Primary, Secondary or Tertiary – All Processes Impact The Client

“Secondary and tertiary do not imply unimportant”

Every process a business performs has an impact on the client, regardless of how it is prioritized.  When we are engrossed in our day-to-day lives, it is easy to get caught up in our own mind space, task lists and email responses; forgetting perhaps, that our work effects others and is part of a larger process, system and ultimately a deliverable to the client.

When considering an organization, we tend to think in terms of what types of products and services the entity provides and attach a preconceived prioritization of its processes.  This prioritization is amplified by the way we are taught to think about organizations as we catagorize companies into various segments such as manufacturer, whole sale, retailer and professional services.  Whirlpool Corporation, for example,  triggers thoughts about appliances such as washing machines.  Manufacturing processes come to mind as its primary or core process.

The tendency to catagorize and prioritize work performed occurs inside our own organizations.  Depending on the products and services the entity produces and where we reside on the organizational chart, processes get identified as primary, secondary and tertiary.

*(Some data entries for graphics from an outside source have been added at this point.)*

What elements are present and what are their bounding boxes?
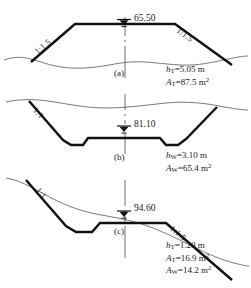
panel-id-c: (c) [114, 226, 124, 237]
cross-section-panel-b: 1:1 81.10 (b) hW=3.10 m AW=65.4 m2 [0, 88, 251, 170]
annotation-c-0: hT=1.20 m [166, 240, 211, 252]
cross-section-panel-a: 1:1.5 1:1.5 65.50 (a) hT=5.05 m AT=87.5 … [0, 0, 251, 88]
panel-id-a: (a) [114, 68, 124, 79]
annotation-a-1-superscript: 2 [206, 76, 209, 83]
annotation-a-0: hT=5.05 m [166, 64, 209, 76]
annotation-c-2-superscript: 2 [208, 264, 211, 271]
ground-line-a [4, 56, 248, 68]
panel-id-b: (b) [114, 152, 125, 163]
water-level-triangle-icon-c [117, 211, 131, 218]
ground-line-b [6, 100, 248, 110]
annotation-b-1-superscript: 2 [208, 162, 211, 169]
annotation-block-c: hT=1.20 m AT=16.9 m2 AW=14.2 m2 [166, 240, 211, 276]
annotation-a-1: AT=87.5 m2 [166, 76, 209, 88]
elevation-label-b: 81.10 [134, 119, 155, 130]
cross-section-panel-c: 1:1 1:1.5 94.60 (c) hT=1.20 m AT=16.9 m2… [0, 170, 251, 288]
annotation-block-a: hT=5.05 m AT=87.5 m2 [166, 64, 209, 88]
annotation-a-1-value: =87.5 m [176, 76, 206, 86]
annotation-c-2-value: =14.2 m [178, 265, 208, 275]
annotation-a-0-value: =5.05 m [175, 64, 205, 74]
annotation-c-2: AW=14.2 m2 [166, 264, 211, 276]
roadway-cross-section-figure: 1:1.5 1:1.5 65.50 (a) hT=5.05 m AT=87.5 … [0, 0, 251, 288]
embankment-template-a [31, 24, 232, 65]
annotation-c-1-value: =16.9 m [176, 252, 206, 262]
annotation-c-0-value: =1.20 m [175, 240, 205, 250]
panel-b-drawing [0, 88, 251, 170]
elevation-label-c: 94.60 [134, 203, 155, 214]
annotation-b-0-value: =3.10 m [177, 150, 207, 160]
water-level-triangle-icon-b [117, 126, 131, 133]
elevation-label-a: 65.50 [134, 13, 155, 24]
annotation-c-1-superscript: 2 [206, 252, 209, 259]
annotation-b-0: hW=3.10 m [166, 150, 211, 162]
annotation-c-1: AT=16.9 m2 [166, 252, 211, 264]
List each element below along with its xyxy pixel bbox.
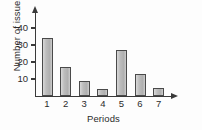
y-axis-arrow-icon [32, 6, 38, 13]
bar [153, 88, 164, 97]
bar [60, 67, 71, 96]
x-tick-label: 7 [150, 99, 168, 109]
plot-area: 10203040 1234567 [0, 0, 202, 130]
bar [97, 89, 108, 96]
y-tick-label: 40 [6, 23, 28, 33]
x-axis-title: Periods [35, 113, 172, 124]
y-tick-label: 20 [6, 57, 28, 67]
bar [116, 50, 127, 96]
bar [79, 81, 90, 96]
y-tick-mark [31, 61, 36, 62]
y-tick-mark [31, 27, 36, 28]
bar [42, 38, 53, 96]
x-tick-label: 2 [57, 99, 75, 109]
x-axis-arrow-icon [171, 93, 178, 99]
x-tick-label: 1 [38, 99, 56, 109]
bar [135, 74, 146, 96]
x-tick-label: 3 [75, 99, 93, 109]
x-tick-label: 5 [112, 99, 130, 109]
bar-chart: Number of issues 10203040 1234567 Period… [0, 0, 202, 130]
y-tick-mark [31, 44, 36, 45]
y-tick-label: 30 [6, 40, 28, 50]
x-tick-label: 6 [131, 99, 149, 109]
y-tick-label: 10 [6, 74, 28, 84]
x-tick-label: 4 [94, 99, 112, 109]
y-axis-line [35, 12, 36, 97]
y-tick-mark [31, 78, 36, 79]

However, the business entity is a whole organization whose purpose is to provide value to its client. Each process creates deliverables, either inputs into the next process or an output directly delivered to the client.  For example, a product’s features are shaped from information about the client gathered from marketing processes. Those features are incorporated through engineering processes, executed through manufacturing processes, sold through sales processes, delivered through distribution processes and invoiced through accounting processes.

Each of these processes impacts the client by how well these processes are performed. It is important to correctly process an invoice; clients would like to be billed acurately.  Likewise, clients would like their preference incorporated into products and services.  While processes may need to be prioritized for planning, resource allocation and improvement efforts, the ranking a process receives does not designate it as irrelvent to the client.